I'm not going to make any attempt to explain the details of every configuration register, or really any configuration register, as that would take far too long.

General shape of low-level kernels

What we've seen so far should make Tenstorrent's low-level-kernels slightly more scrutable. Each LLK has an init step which configures the Macro-Op Expander and the Replay Expander and the Tensix Scalar GPRs and the relevant configuration registers, and then a runtime step which takes advantage of all that pre-programming. These LLKs are wrapped by things in Metalium's llk_api directory, which in turn are wrapped by things in Metalium's compute_kernel_api directory, which is the API that developers are meant to use.
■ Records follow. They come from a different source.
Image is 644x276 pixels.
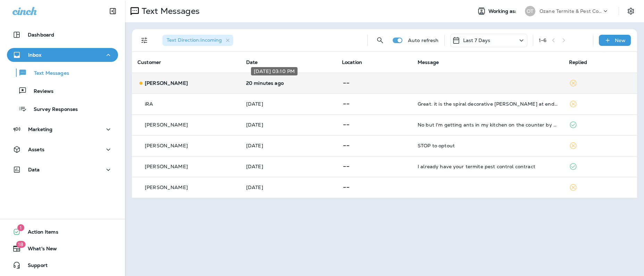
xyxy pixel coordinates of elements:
p: Reviews [27,88,53,95]
span: Message [418,59,439,65]
div: Text Direction:Incoming [162,35,233,46]
div: No but I'm getting ants in my kitchen on the counter by the sink [418,122,558,128]
p: [PERSON_NAME] [145,164,188,169]
p: [PERSON_NAME] [145,122,188,128]
p: iRA [145,101,153,107]
p: Oct 13, 2025 03:10 PM [246,80,331,86]
button: Dashboard [7,28,118,42]
button: Data [7,163,118,177]
button: 1Action Items [7,225,118,239]
button: Assets [7,142,118,156]
p: Auto refresh [408,38,439,43]
p: Ozane Termite & Pest Control [539,9,602,14]
button: Marketing [7,122,118,136]
span: Customer [137,59,161,65]
p: Text Messages [139,6,200,16]
span: 18 [16,241,26,248]
div: Great. it is the spiral decorative bush at end of driveway. We have two on either side of the dri... [418,101,558,107]
p: Survey Responses [27,106,78,113]
p: Data [28,167,40,172]
p: Oct 6, 2025 03:34 PM [246,185,331,190]
button: Search Messages [373,33,387,47]
button: Inbox [7,48,118,62]
div: I already have your termite pest control contract [418,164,558,169]
p: Inbox [28,52,41,58]
p: [PERSON_NAME] [145,185,188,190]
div: STOP to optout [418,143,558,148]
p: Oct 10, 2025 11:50 AM [246,122,331,128]
button: Collapse Sidebar [103,4,123,18]
div: [DATE] 03:10 PM [251,67,298,75]
p: Last 7 Days [463,38,490,43]
p: Assets [28,147,44,152]
button: Survey Responses [7,102,118,116]
button: Reviews [7,83,118,98]
button: Support [7,258,118,272]
span: 1 [17,224,24,231]
span: Support [21,263,47,271]
span: Location [342,59,362,65]
p: Oct 9, 2025 06:32 PM [246,164,331,169]
span: Text Direction : Incoming [166,37,222,43]
button: Settings [625,5,637,17]
p: Oct 10, 2025 01:58 PM [246,101,331,107]
p: Oct 10, 2025 08:14 AM [246,143,331,148]
p: Dashboard [28,32,54,38]
button: Filters [137,33,151,47]
span: Replied [569,59,587,65]
p: Marketing [28,126,52,132]
div: 1 - 6 [539,38,546,43]
div: OT [525,6,535,16]
button: Text Messages [7,65,118,80]
span: What's New [21,246,57,254]
p: [PERSON_NAME] [145,143,188,148]
p: New [615,38,626,43]
p: [PERSON_NAME] [145,80,188,86]
span: Working as: [488,9,518,14]
span: Action Items [21,229,58,237]
button: 18What's New [7,242,118,255]
p: Text Messages [27,70,69,77]
span: Date [246,59,258,65]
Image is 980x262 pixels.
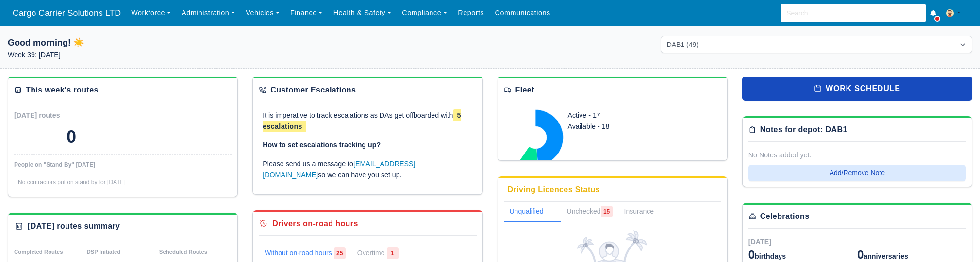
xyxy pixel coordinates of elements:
[397,3,453,22] a: Compliance
[387,248,398,259] span: 1
[262,110,473,133] p: It is imperative to track escalations as DAs get offboarded with
[86,249,120,255] small: DSP Initiated
[262,109,461,133] span: 5 escalations
[568,121,677,133] div: Available - 18
[453,3,490,22] a: Reports
[28,221,120,232] div: [DATE] routes summary
[176,3,240,22] a: Administration
[18,179,126,185] span: No contractors put on stand by for [DATE]
[271,84,356,96] div: Customer Escalations
[8,4,126,23] a: Cargo Carrier Solutions LTD
[508,184,600,196] div: Driving Licences Status
[14,249,63,255] small: Completed Routes
[334,248,346,259] span: 25
[619,202,672,222] a: Insurance
[8,36,320,50] h1: Good morning! ☀️
[26,84,99,96] div: This week's routes
[601,206,613,217] span: 15
[749,165,966,182] button: Add/Remove Note
[490,3,556,22] a: Communications
[749,248,755,261] span: 0
[760,124,848,136] div: Notes for depot: DAB1
[126,3,176,22] a: Workforce
[8,50,320,60] p: Week 39: [DATE]
[285,3,328,22] a: Finance
[760,211,810,222] div: Celebrations
[504,202,561,222] a: Unqualified
[240,3,285,22] a: Vehicles
[561,202,619,222] a: Unchecked
[568,110,677,121] div: Active - 17
[328,3,397,22] a: Health & Safety
[67,128,76,147] div: 0
[262,158,473,181] p: Please send us a message to so we can have you set up.
[14,110,123,121] div: [DATE] routes
[742,77,972,101] a: work schedule
[857,248,864,261] span: 0
[273,218,358,230] div: Drivers on-road hours
[515,84,534,96] div: Fleet
[749,238,772,246] span: [DATE]
[262,160,415,179] a: [EMAIL_ADDRESS][DOMAIN_NAME]
[8,3,126,23] span: Cargo Carrier Solutions LTD
[262,139,473,151] p: How to set escalations tracking up?
[749,150,966,161] div: No Notes added yet.
[14,161,232,168] div: People on "Stand By" [DATE]
[780,4,926,22] input: Search...
[159,249,207,255] small: Scheduled Routes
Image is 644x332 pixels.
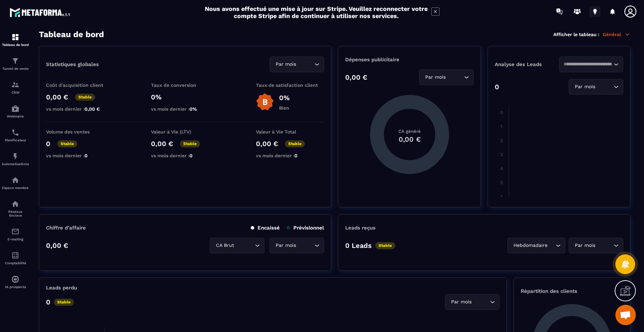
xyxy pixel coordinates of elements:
a: automationsautomationsAutomatisations [2,147,29,171]
p: Volume des ventes [46,129,114,135]
input: Search for option [235,242,253,250]
p: 0% [279,94,290,102]
p: Leads reçus [345,225,375,231]
img: social-network [11,200,19,208]
p: Stable [180,140,200,148]
tspan: 0 [500,110,503,115]
span: Par mois [449,299,473,306]
div: Search for option [419,69,473,85]
img: logo [9,6,71,18]
tspan: 4 [500,166,503,171]
div: Search for option [507,238,565,254]
div: Search for option [568,238,623,254]
tspan: 2 [500,138,503,143]
div: Search for option [568,79,623,94]
p: Chiffre d’affaire [46,225,86,231]
p: 0 [46,298,51,306]
h3: Tableau de bord [39,30,104,39]
p: Réseaux Sociaux [2,210,29,217]
span: 0 [189,153,193,159]
a: emailemailE-mailing [2,222,29,246]
img: scheduler [11,128,19,137]
span: Par mois [274,242,297,250]
a: social-networksocial-networkRéseaux Sociaux [2,195,29,222]
img: automations [11,275,19,283]
input: Search for option [564,61,612,68]
p: Leads perdu [46,285,77,291]
p: vs mois dernier : [151,153,219,159]
p: 0 Leads [345,242,372,250]
p: Encaissé [251,225,280,231]
a: Ouvrir le chat [615,305,636,325]
p: 0,00 € [151,140,173,148]
p: Coût d'acquisition client [46,82,114,88]
p: Dépenses publicitaire [345,56,473,63]
span: CA Brut [214,242,235,250]
p: 0 [46,140,51,148]
p: Tunnel de vente [2,67,29,70]
p: Espace membre [2,186,29,190]
p: Stable [375,242,395,250]
span: Par mois [274,61,297,68]
span: Hebdomadaire [511,242,549,250]
span: 0% [189,106,197,112]
div: Search for option [559,56,624,72]
img: automations [11,104,19,113]
span: Par mois [573,83,597,91]
img: formation [11,57,19,65]
p: IA prospects [2,285,29,289]
a: formationformationCRM [2,76,29,100]
p: Bien [279,105,290,111]
img: accountant [11,252,19,259]
img: b-badge-o.b3b20ee6.svg [256,93,274,111]
img: automations [11,152,19,160]
p: Automatisations [2,162,29,166]
p: Général [603,31,630,38]
p: Webinaire [2,114,29,118]
p: Valeur à Vie (LTV) [151,129,219,135]
span: Par mois [423,74,447,81]
tspan: 3 [500,152,503,158]
img: email [11,228,19,236]
input: Search for option [597,242,612,250]
p: Tableau de bord [2,43,29,46]
div: Search for option [445,294,499,310]
img: automations [11,176,19,184]
p: Valeur à Vie Total [256,129,324,135]
a: automationsautomationsEspace membre [2,171,29,195]
div: Search for option [269,238,324,254]
input: Search for option [473,299,488,306]
p: Analyse des Leads [495,62,559,67]
span: 0,00 € [85,106,100,112]
p: vs mois dernier : [151,106,219,112]
tspan: 5 [500,180,503,185]
input: Search for option [297,242,313,250]
span: 0 [85,153,88,159]
a: formationformationTableau de bord [2,28,29,52]
p: Prévisionnel [287,225,324,231]
p: 0,00 € [345,73,367,81]
p: 0% [151,93,219,101]
input: Search for option [447,74,462,81]
a: formationformationTunnel de vente [2,52,29,76]
div: Search for option [269,56,324,72]
p: Comptabilité [2,262,29,265]
a: automationsautomationsWebinaire [2,100,29,123]
span: Par mois [573,242,597,250]
p: E-mailing [2,238,29,241]
p: Taux de conversion [151,82,219,88]
a: schedulerschedulerPlanificateur [2,123,29,147]
p: Stable [54,299,74,306]
input: Search for option [597,83,612,91]
a: accountantaccountantComptabilité [2,246,29,270]
p: vs mois dernier : [256,153,324,159]
p: Planificateur [2,138,29,142]
p: vs mois dernier : [46,106,114,112]
p: Stable [285,140,305,148]
p: CRM [2,91,29,94]
p: 0 [495,83,499,91]
p: 0,00 € [46,93,68,101]
p: Taux de satisfaction client [256,82,324,88]
p: Statistiques globales [46,62,99,67]
span: 0 [294,153,297,159]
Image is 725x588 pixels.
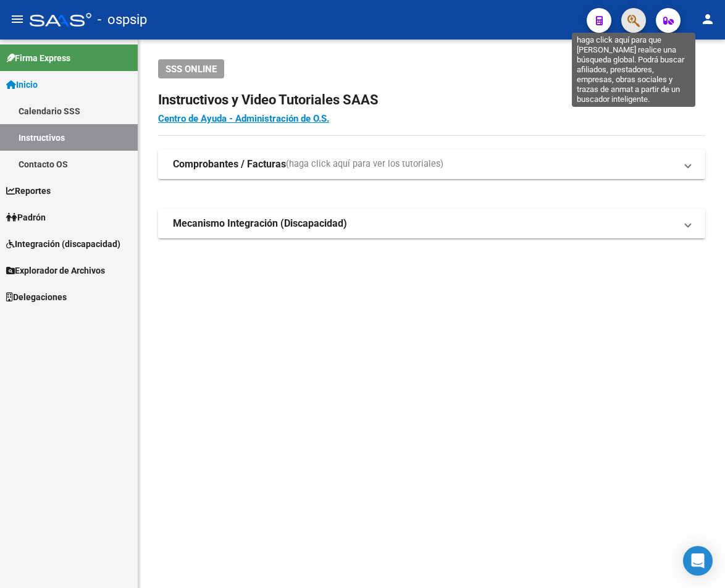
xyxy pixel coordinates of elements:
mat-expansion-panel-header: Comprobantes / Facturas(haga click aquí para ver los tutoriales) [158,149,705,179]
span: Explorador de Archivos [6,264,105,277]
div: Open Intercom Messenger [683,546,712,575]
span: Firma Express [6,51,70,65]
span: Delegaciones [6,290,67,304]
a: Centro de Ayuda - Administración de O.S. [158,113,329,124]
mat-icon: menu [10,12,24,27]
strong: Comprobantes / Facturas [173,158,286,171]
span: - ospsip [98,6,147,33]
span: (haga click aquí para ver los tutoriales) [286,158,443,171]
span: Inicio [6,78,38,92]
span: SSS ONLINE [166,64,217,75]
span: Integración (discapacidad) [6,238,121,251]
span: Reportes [6,184,50,197]
h2: Instructivos y Video Tutoriales SAAS [158,88,705,112]
button: SSS ONLINE [158,59,224,78]
mat-expansion-panel-header: Mecanismo Integración (Discapacidad) [158,209,705,238]
strong: Mecanismo Integración (Discapacidad) [173,217,347,230]
span: Padrón [6,211,46,224]
mat-icon: person [700,12,715,27]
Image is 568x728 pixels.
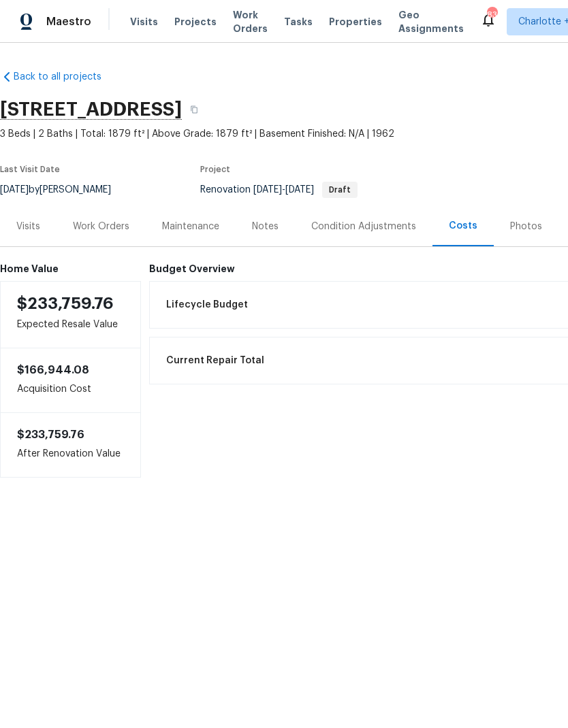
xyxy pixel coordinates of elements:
div: Notes [252,220,278,234]
span: Tasks [284,17,312,27]
span: Visits [130,15,158,29]
span: $166,944.08 [17,365,89,375]
span: Current Repair Total [166,354,264,368]
span: Draft [323,186,356,194]
div: Visits [17,220,40,234]
span: Maestro [46,15,91,29]
span: $233,759.76 [17,430,85,440]
span: Projects [174,15,217,29]
button: Copy Address [182,98,206,122]
div: Maintenance [162,220,219,234]
span: - [253,185,314,195]
span: Lifecycle Budget [166,298,248,311]
div: Work Orders [73,220,129,234]
span: Geo Assignments [398,8,463,35]
div: Photos [510,220,542,234]
span: Project [200,166,230,173]
span: Work Orders [233,8,267,35]
span: Renovation [200,185,358,195]
span: [DATE] [285,185,314,195]
span: Properties [329,15,382,29]
div: 83 [487,8,496,22]
span: [DATE] [253,185,282,195]
div: Condition Adjustments [311,220,416,234]
span: $233,759.76 [17,296,113,311]
div: Costs [448,219,477,233]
The LLKs make use of various instructions not yet covered; you'll have to consult the mostly-accurate YAML file outlining every instruction, or the C header generated from that YAML for further details. The general pattern of that header is that TT_OP_X(...) generates the encoding of instruction X (e.g. for later MMIO use), TT_X(...) generates the encoding of X and immediately does an MMIO write to push it into the instruction pipe, and TTI_X(...) uses the T6 as RVC trick to generate the encoding of X and splat it into the RISC-V instruction stream (so TTI_X can be used instead of TT_X when all the operands are compile-time constants).

An obvious next step would be dissecting a matrix multiplication kernel to describe how it orchestrates the Unpack and Matrix and Pack units, but this post is long enough already, so it'll have to wait for another time. That wraps up part 5; if you're reading along, then part 6 is next.